_TRY IT:_ Your copy should begin at the line containing "At what (x,y)" and end at the last line of the records; transcribe those lines exactly and leave out every picture.
◆ ◆ ◆ ◆
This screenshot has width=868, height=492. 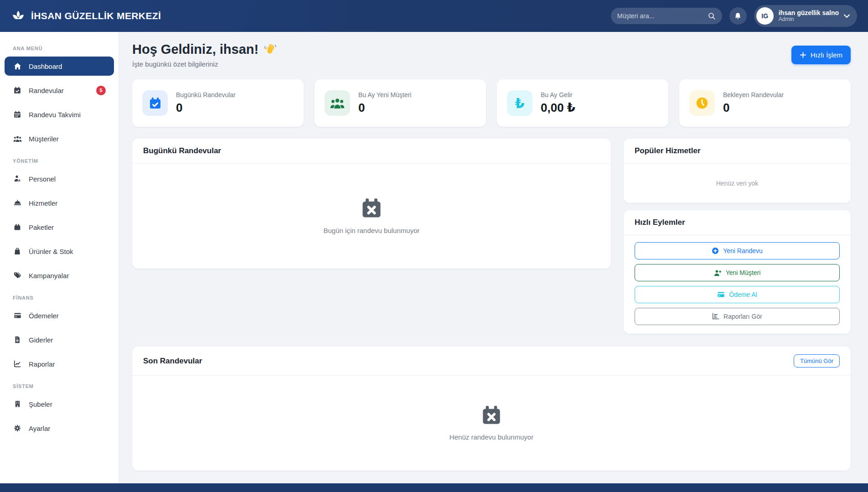 I want to click on panel-title: Son Randevular, so click(x=172, y=361).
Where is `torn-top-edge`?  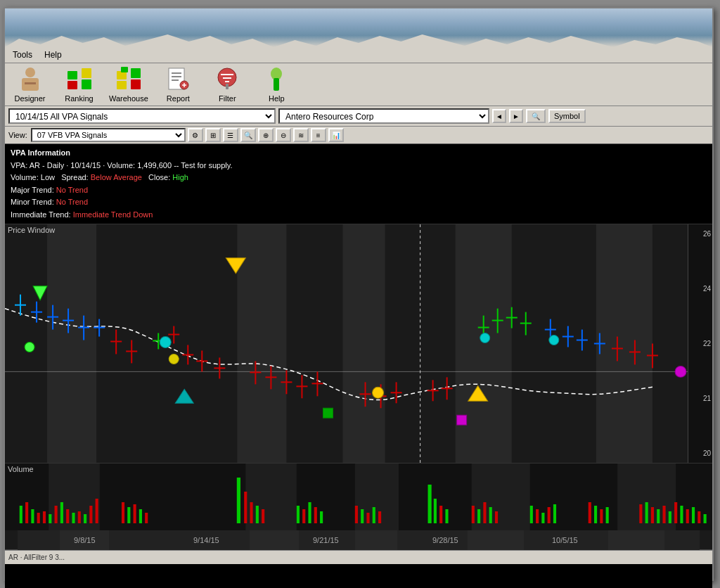
torn-top-edge is located at coordinates (359, 28).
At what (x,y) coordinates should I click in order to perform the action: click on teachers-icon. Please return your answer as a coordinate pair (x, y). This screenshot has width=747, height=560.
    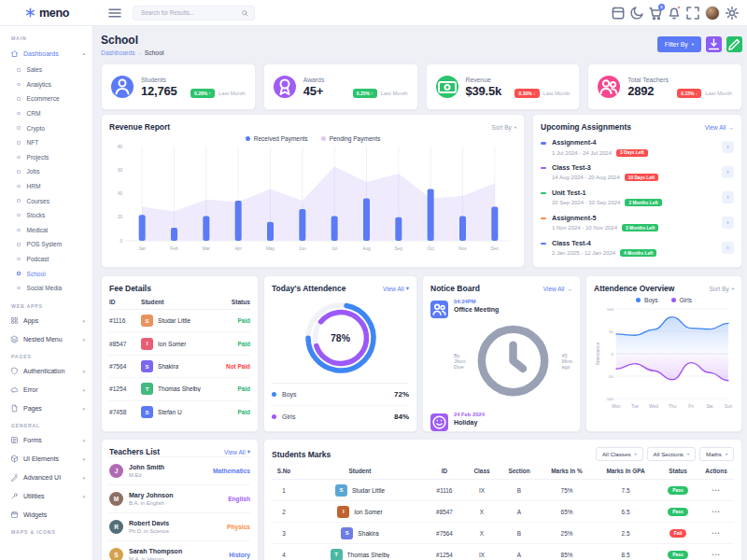
    Looking at the image, I should click on (609, 87).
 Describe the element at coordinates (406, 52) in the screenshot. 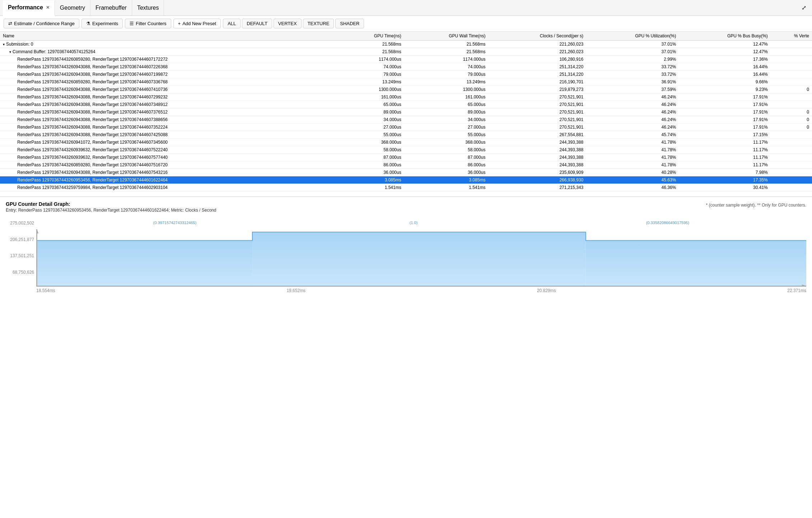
◆ ◆ ◆ ◆
_YOUR RESPONSE:_
At what (x,y) coordinates should I click in order to perform the action: click on teachers-icon. Please return your answer as a coordinate pair (x, y). This screenshot has width=747, height=560.
    Looking at the image, I should click on (609, 87).
 Describe the element at coordinates (406, 52) in the screenshot. 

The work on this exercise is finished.